(Data listing Opens)
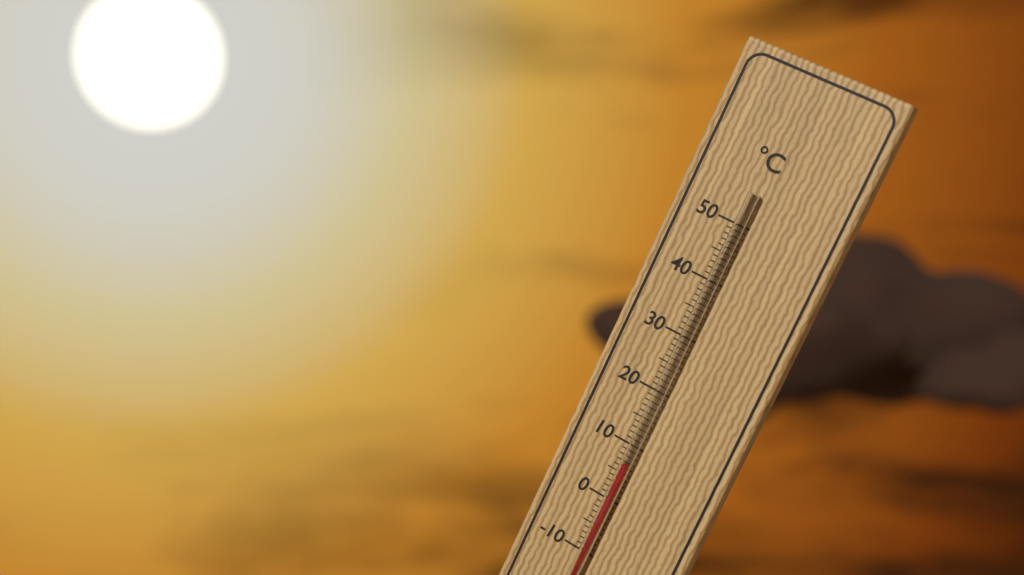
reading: 7 °C
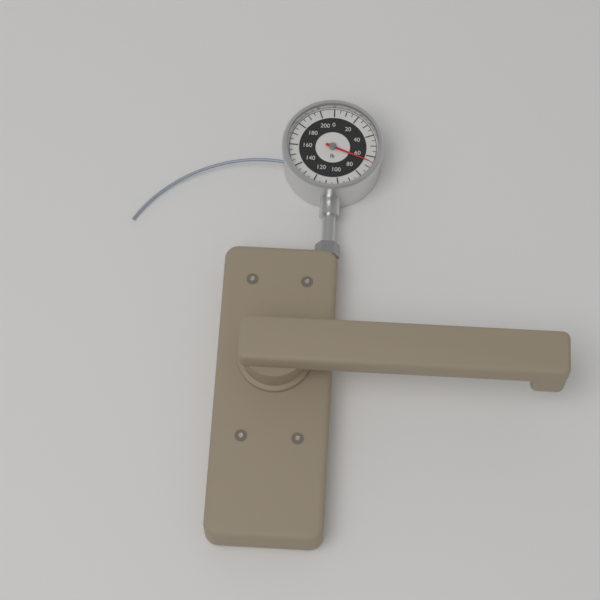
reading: 65 lb
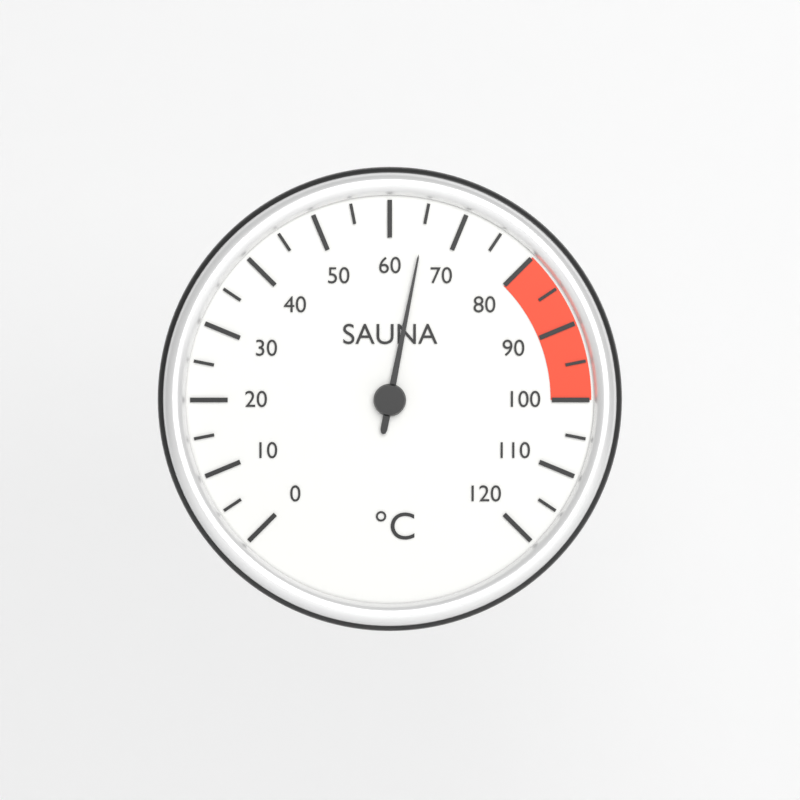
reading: 65 °C
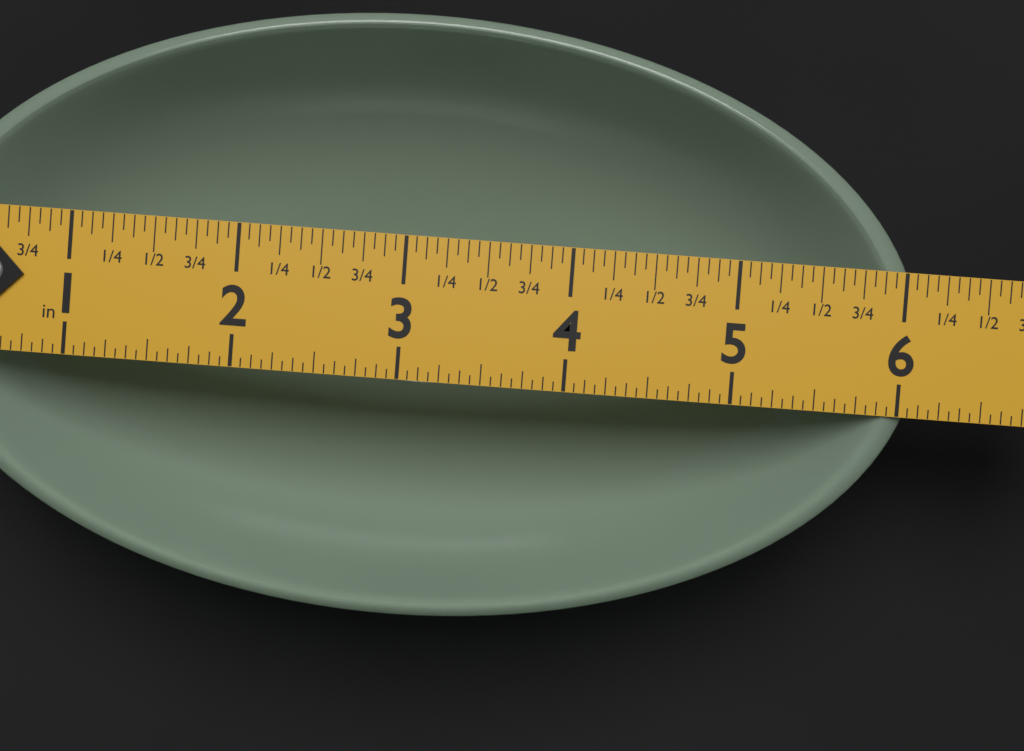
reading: 6.1250 in
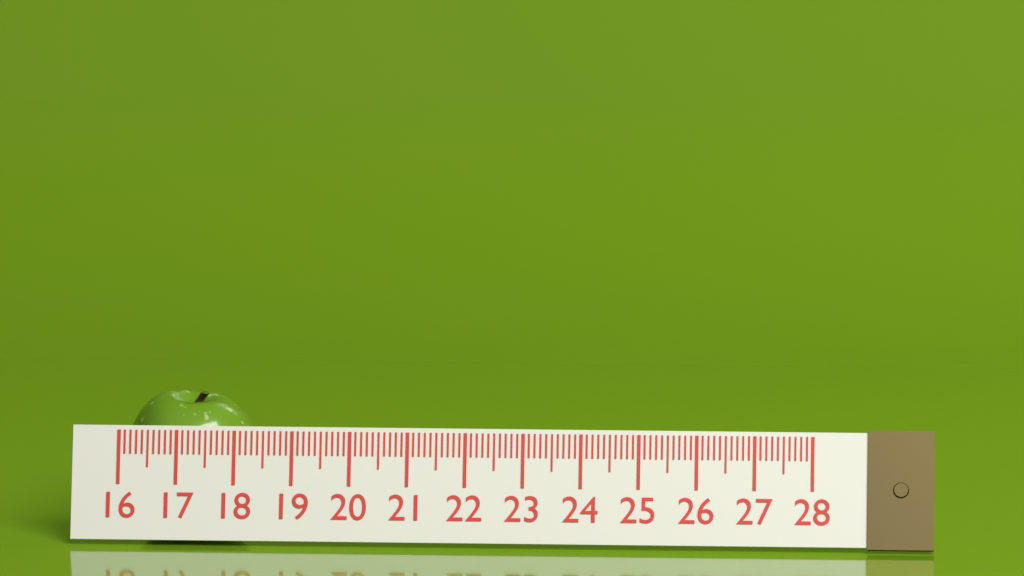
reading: 18.4 (no unit)
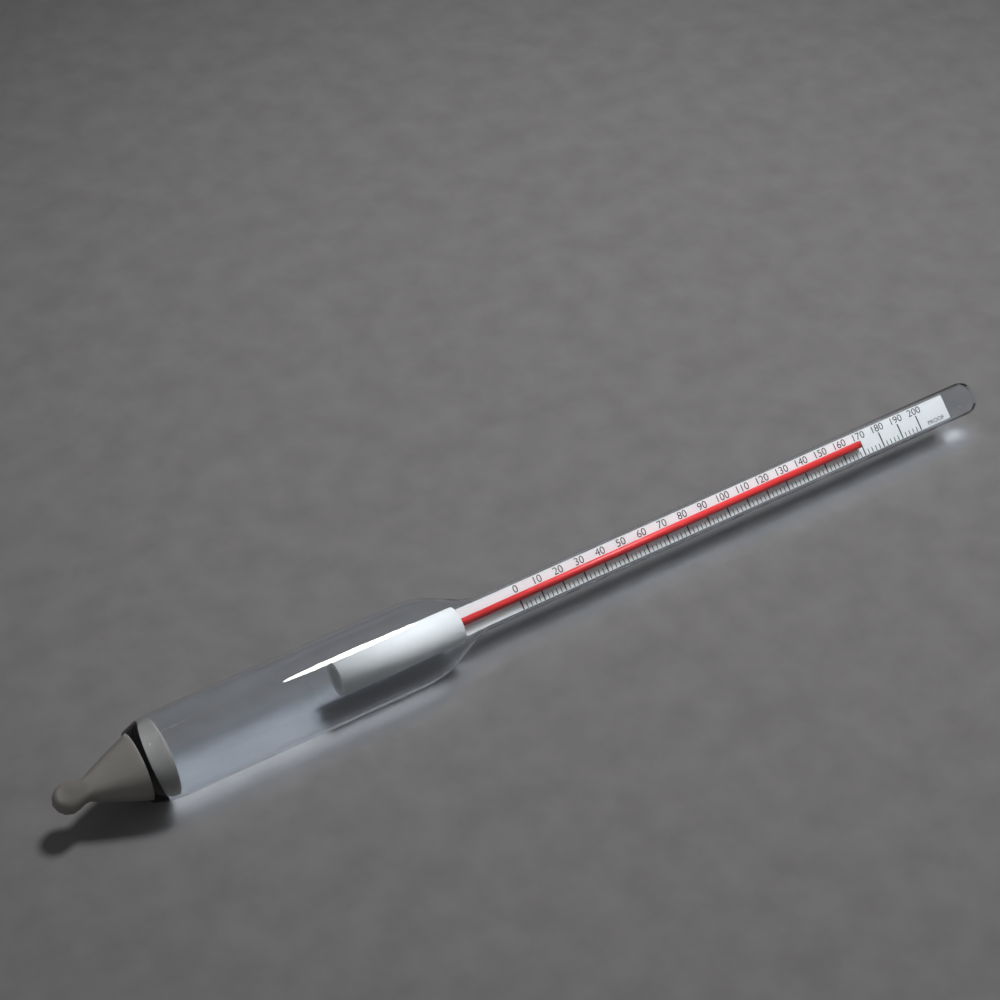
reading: 168 proof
(Data listing Closes)
# What you have to do
The reply must hold every line above exactly as written and none of the pictures.

# Solution to this task
reading: 7 °C
reading: 65 lb
reading: 65 °C
reading: 6.1250 in
reading: 18.4 (no unit)
reading: 168 proof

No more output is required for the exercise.